The Right’s Phony Class War

The populist right’s new intellectuals are abuzz about capitalism and class. Don’t be fooled. Their denunciations of "cosmopolitan elites" actually provide cover for the plunder by the rich and powerful.

Republicans Attend Faith And Freedom Coalition's Road To Majority Policy Conference

Sen. Josh Hawley (R-MO) addresses the Faith and Freedom Coalition’s Road to Majority Policy Conference at the US Capitol Visitor’s Center Auditorium June 27, 2019 in Washington, DC. Chip Somodevilla / Getty Images


During the 2016 presidential campaign, Donald Trump appeared to upend conservative orthodoxy with a clear message of economic populism: globalization is bad, NAFTA sold you out, greedy corporations are sending your jobs overseas. A billionaire vulture capitalist himself, Trump was an implausible bearer of such a message.

Since in office he has pulled a predictable bait and switch, retaining his xenophobic obsessions while imposing an even more vampiric version of the GOP’s standard economic fare: assaults on Obamacare; gigantic, regressive tax cuts; deregulation of every sort; and attacks on the government’s minimal aid to the poorest and most precarious Americans.
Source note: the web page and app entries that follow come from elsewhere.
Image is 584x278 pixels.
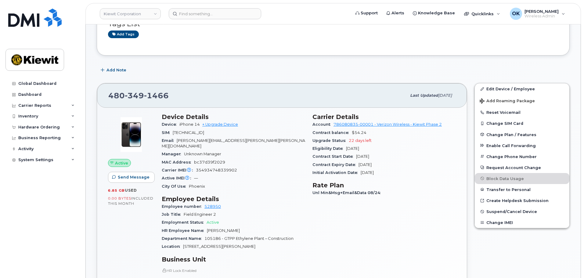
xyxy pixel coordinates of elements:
[486,209,537,214] span: Suspend/Cancel Device
[125,91,144,100] span: 349
[475,173,569,184] button: Block Data Usage
[356,154,369,159] span: [DATE]
[312,181,456,189] h3: Rate Plan
[418,10,455,16] span: Knowledge Base
[479,99,535,104] span: Add Roaming Package
[108,20,558,28] h3: Tags List
[108,188,125,192] span: 6.85 GB
[312,138,349,143] span: Upgrade Status
[108,91,169,100] span: 480
[202,122,238,127] a: + Upgrade Device
[162,152,184,156] span: Manager
[97,65,131,76] button: Add Note
[358,162,372,167] span: [DATE]
[108,196,131,200] span: 0.00 Bytes
[194,160,225,164] span: bc37d39f2029
[475,217,569,228] button: Change IMEI
[162,184,189,189] span: City Of Use
[361,10,378,16] span: Support
[312,146,346,151] span: Eligibility Date
[312,190,383,195] span: Unl Min&Msg+Email&Data 08/24
[162,138,305,148] span: [PERSON_NAME][EMAIL_ADDRESS][PERSON_NAME][PERSON_NAME][DOMAIN_NAME]
[312,130,352,135] span: Contract balance
[312,162,358,167] span: Contract Expiry Date
[312,113,456,120] h3: Carrier Details
[410,93,438,98] span: Last updated
[162,244,183,249] span: Location
[125,188,137,192] span: used
[183,244,255,249] span: [STREET_ADDRESS][PERSON_NAME]
[194,176,198,180] span: —
[475,140,569,151] button: Enable Call Forwarding
[162,204,204,209] span: Employee number
[382,7,408,19] a: Alerts
[512,10,520,17] span: OK
[475,195,569,206] a: Create Helpdesk Submission
[391,10,404,16] span: Alerts
[179,122,200,127] span: iPhone 14
[162,220,207,224] span: Employment Status
[173,130,204,135] span: [TECHNICAL_ID]
[475,118,569,129] button: Change SIM Card
[557,251,579,273] iframe: Messenger Launcher
[475,83,569,94] a: Edit Device / Employee
[162,130,173,135] span: SIM
[475,206,569,217] button: Suspend/Cancel Device
[100,8,161,19] a: Kiewit Corporation
[486,132,536,137] span: Change Plan / Features
[486,143,536,148] span: Enable Call Forwarding
[524,14,558,19] span: Wireless Admin
[162,212,184,217] span: Job Title
[312,170,361,175] span: Initial Activation Date
[162,195,305,203] h3: Employee Details
[361,170,374,175] span: [DATE]
[475,151,569,162] button: Change Phone Number
[346,146,359,151] span: [DATE]
[106,67,126,73] span: Add Note
[408,7,459,19] a: Knowledge Base
[162,160,194,164] span: MAC Address
[505,8,569,20] div: Olivia Keller
[460,8,504,20] div: Quicklinks
[169,8,261,19] input: Find something...
[475,129,569,140] button: Change Plan / Features
[144,91,169,100] span: 1466
[475,184,569,195] button: Transfer to Personal
[207,228,240,233] span: [PERSON_NAME]
[351,7,382,19] a: Support
[475,162,569,173] button: Request Account Change
[108,172,155,183] button: Send Message
[162,236,204,241] span: Department Name
[312,154,356,159] span: Contract Start Date
[333,122,442,127] a: 786080835-00001 - Verizon Wireless - Kiewit Phase 2
[162,268,305,273] p: HR Lock Enabled
[475,107,569,118] button: Reset Voicemail
[113,116,149,153] img: image20231002-3703462-njx0qo.jpeg
[162,113,305,120] h3: Device Details
[115,160,128,166] span: Active
[312,122,333,127] span: Account
[349,138,372,143] span: 22 days left
[207,220,219,224] span: Active
[184,212,216,217] span: Field Engineer 2
[118,174,149,180] span: Send Message
[471,11,494,16] span: Quicklinks
[204,204,221,209] a: 528950
[524,9,558,14] span: [PERSON_NAME]
[162,228,207,233] span: HR Employee Name
[162,176,194,180] span: Active IMEI
[162,168,196,172] span: Carrier IMEI
[108,31,139,38] a: Add tags
[162,122,179,127] span: Device
[162,138,177,143] span: Email
[352,130,366,135] span: $54.24
[189,184,205,189] span: Phoenix
[196,168,237,172] span: 354934748339902
[184,152,221,156] span: Unknown Manager
[162,256,305,263] h3: Business Unit
[438,93,452,98] span: [DATE]
[204,236,293,241] span: 105186 - GTPP Ethylene Plant – Construction
[475,94,569,107] button: Add Roaming Package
All along, the Trump carnival has attracted intellectuals who see a potential in right-wing populism that, due to his mental and ideological emptiness, Trump can never deliver himself. An emerging class of right-wing populist intellectuals has increasingly taken aim at decades of Republican pro-business orthodoxy, talking about a yawning gap between a bipartisan American elite and everyone else.